The fastest way to fix it is to re-run the 1-Click WordPress setup tool on the server and make sure your domain/subdomain DNS is actually pointing at the Droplet.
SSH in, then run the setup again:
ssh root@YOUR_DROPLET_IP
# try the built-in 1-click message/tool (one of these usually exists)
sudo /usr/local/bin/wordpress-setup 2>/dev/null || true
sudo /opt/digitalocean/bin/wordpress-setup 2>/dev/null || true
# if neither exists, just look for the 1-click helper:
ls -la /opt/digitalocean/bin/ 2>/dev/null
Then confirm WordPress is installed and the web server is serving it (pick the one you have):
# Apache:
sudo apache2ctl -S
# Nginx:
sudo nginx -T | sed -n '1,200p'
For the subdomain not working, the most common cause is simply DNS: your A record for the subdomain must point to the Droplet IP, and it can take time to propagate.

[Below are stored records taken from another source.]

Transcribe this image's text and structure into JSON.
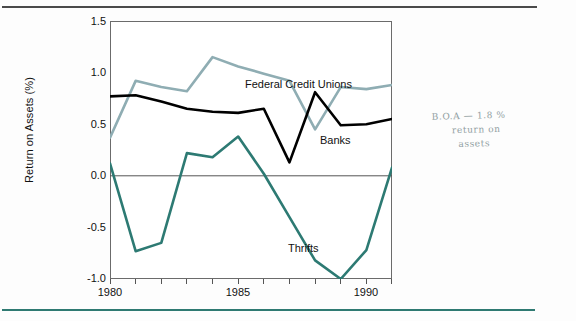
{
  "page": {
    "rule_top_color": "#4a4a4a",
    "rule_bottom_color": "#2f7a72"
  },
  "annotation": {
    "line1": "B.O.A — 1.8 %",
    "line2": "return on",
    "line3": "assets"
  },
  "chart_data": {
    "type": "line",
    "title": "",
    "xlabel": "",
    "ylabel": "Return on Assets (%)",
    "xlim": [
      1980,
      1991
    ],
    "ylim": [
      -1.0,
      1.5
    ],
    "grid": false,
    "zero_line": true,
    "legend": "inline-labels",
    "x": [
      1980,
      1981,
      1982,
      1983,
      1984,
      1985,
      1986,
      1987,
      1988,
      1989,
      1990,
      1991
    ],
    "xticks": [
      1980,
      1981,
      1982,
      1983,
      1984,
      1985,
      1986,
      1987,
      1988,
      1989,
      1990,
      1991
    ],
    "xtick_labels": [
      "1980",
      "",
      "",
      "",
      "",
      "1985",
      "",
      "",
      "",
      "",
      "1990",
      ""
    ],
    "yticks": [
      -1.0,
      -0.5,
      0.0,
      0.5,
      1.0,
      1.5
    ],
    "ytick_labels": [
      "-1.0",
      "-0.5",
      "0.0",
      "0.5",
      "1.0",
      "1.5"
    ],
    "series": [
      {
        "name": "Federal Credit Unions",
        "color": "#8fadb3",
        "label_text": "Federal Credit Unions",
        "values": [
          0.37,
          0.92,
          0.86,
          0.82,
          1.15,
          1.06,
          0.99,
          0.92,
          0.45,
          0.86,
          0.84,
          0.88
        ]
      },
      {
        "name": "Banks",
        "color": "#000000",
        "label_text": "Banks",
        "values": [
          0.77,
          0.78,
          0.72,
          0.65,
          0.62,
          0.61,
          0.65,
          0.13,
          0.81,
          0.49,
          0.5,
          0.55
        ]
      },
      {
        "name": "Thrifts",
        "color": "#2d7a73",
        "label_text": "Thrifts",
        "values": [
          0.12,
          -0.73,
          -0.65,
          0.22,
          0.18,
          0.38,
          0.02,
          -0.4,
          -0.82,
          -1.0,
          -0.72,
          0.08
        ]
      }
    ]
  }
}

If you changed the site URL to the subdomain and it broke access, you can temporarily force WordPress to the correct URL in wp-config.php:
define('WP_HOME', 'https://dev.yoursite.com');
define('WP_SITEURL', 'https://dev.yoursite.com');
That’s a common recovery approach on DO WordPress installs.
If you paste the exact “old message” you’re seeing (or a screenshot), and tell me whether your 1-Click is the Apache-based or Nginx-based image, I can point you to the exact file/vhost that still serves the placeholder.
Hope that this helps!
Hi there,
With the WordPress one-click Droplet, that usually happens when the web server is still pointing to the default WordPress install path, or the domain/subdomain isn’t mapped to the Droplet correctly yet.
First, I’d double-check the DNS. Make sure your domain or subdomain has an A record pointing to the Droplet’s public IP, and give it a bit of time to propagate. Until DNS is correct, WordPress will often keep showing the setup or default page.
On the Droplet itself, the one-click image installs WordPress under /var/www/html by default. If you changed paths or virtual host settings, the web server may still be serving the original location. Checking the NGINX or Apache config and confirming the document root matches the WordPress install is important.
Another common cause is the site URL settings inside WordPress. If WordPress is still configured to use the IP address instead of the domain, it can behave exactly like this. You can check and fix this via wp-config.php or using WP-CLI.